You were seeing things. It’s a typical panic response. Once you calmed down, your brain reminded you of what you’d forgotten.
Stale air and rotting wood.
High-pitched giggling and low metallic trills.
Rainwater so cold, it froze her down to her marrow.
You were seeing things. Sometimes, you see things. That doesn’t make them real.
It took Ellory a long time to fall asleep.
***
It rained for three more days before the sun got out on parole. From the moment Ellory tied her apron on to the moment she yawned back to her dorm, Powers That Bean filled with students who bought a single chocolate croissant and then parked at a table by an outlet for six hours to stay out of the rain.
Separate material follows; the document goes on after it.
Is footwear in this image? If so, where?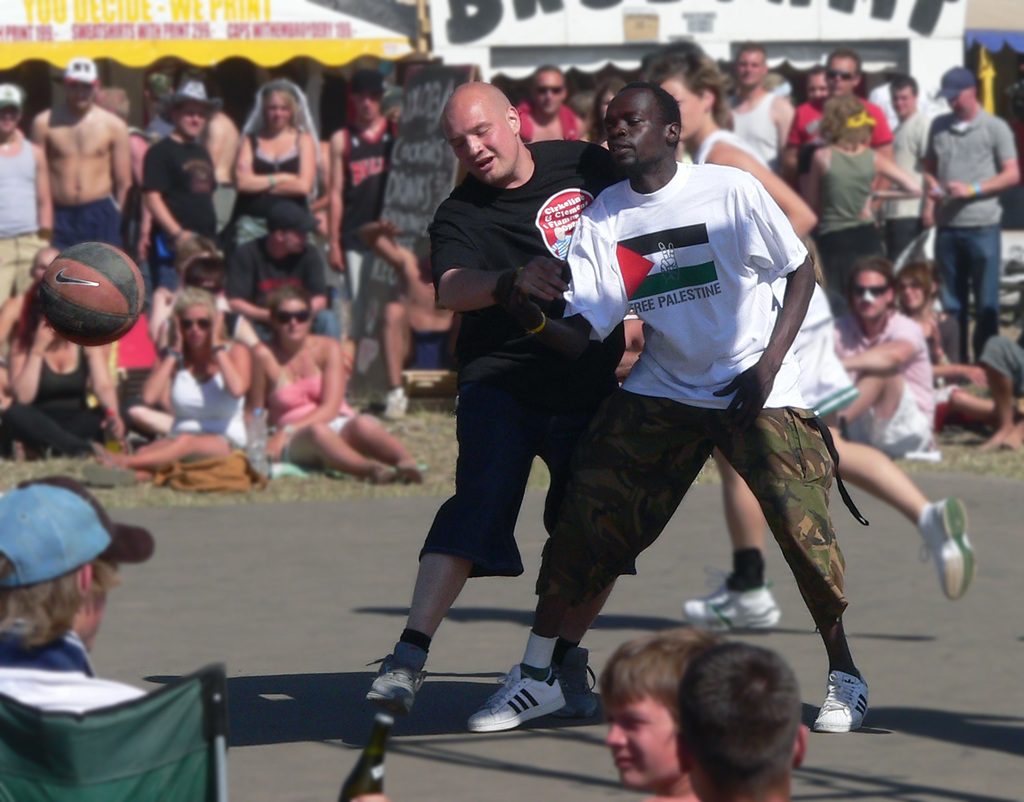
Yes, at 463 664 579 749.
Others loitered by the doors and walls, pretending to be waiting for friends until the manager forced them out into the deluge. Mopping the floor became an exercise in frustration as new packs of customers tracked mud and grass inside, and though they grimaced and whispered, “Sorry,” when they saw the mess, not a single one left a tip.
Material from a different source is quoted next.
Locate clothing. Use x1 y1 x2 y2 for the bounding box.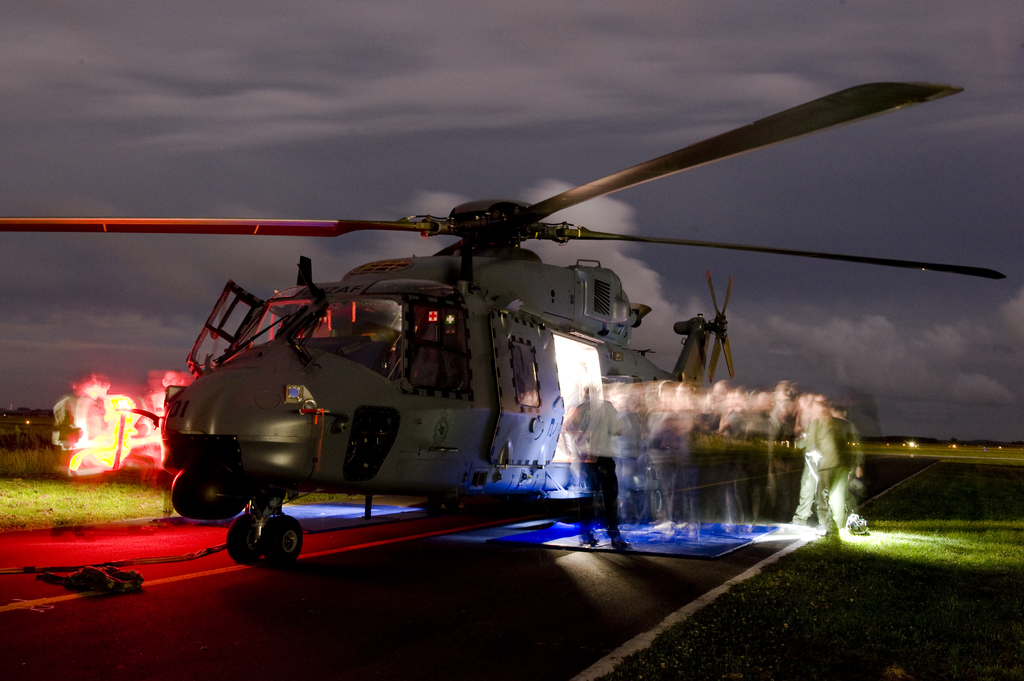
646 408 704 529.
Iced coffee sales remained steady. There was no weather that iced coffee didn’t improve.
After her shift, Ellory took a walk in the restored sunlight, her drink in hand. The soccer team had claimed Bancroft, which she knew only because Hudson Graves was among them. Ellory refused to do anything more physically strenuous than squeeze into a packed train car on the N during rush hour, so athletes were an alien breed to her. They ran the length of the field (why?) back and forth, again and again (why?), shouting insults and encouragement to one another:
“Pick up the pace, Mendoza!”
“Looking sharp, Novak!”
“Wilson, you’re falling behind!”
“Go! Go! Go! Go!”
No one jeered Hudson Graves, who was ahead of the pack of sweaty, grunting people by at least three yards. His long brown legs ate up the field with every stride, his moss-green jersey clinging to his muscled body. When she didn’t actually have to talk to him, Ellory could admit to herself that Hudson Graves had a certain allure. He was clearly in his element, and that confidence translated to his elegant gait and focused mien. If he was even panting, she couldn’t tell from here.
She needed to keep walking before he saw her and mistook her interest for something else. But she was rooted to the spot.
Luckily, Ellory wasn’t the only one who couldn’t take her eyes off him. On the other side of the field was a small crowd, also wearing jerseys, staring at Hudson like he was a two-for-one sale. Ellory had heard that the football and basketball teams were forever trying to recruit him, but this was the first time she’d actually seen their starving gazes in person. Maybe they meant it to be flattering, but it was dehumanizing, these covetous sentries longing for what they had been told repeatedly they could not have.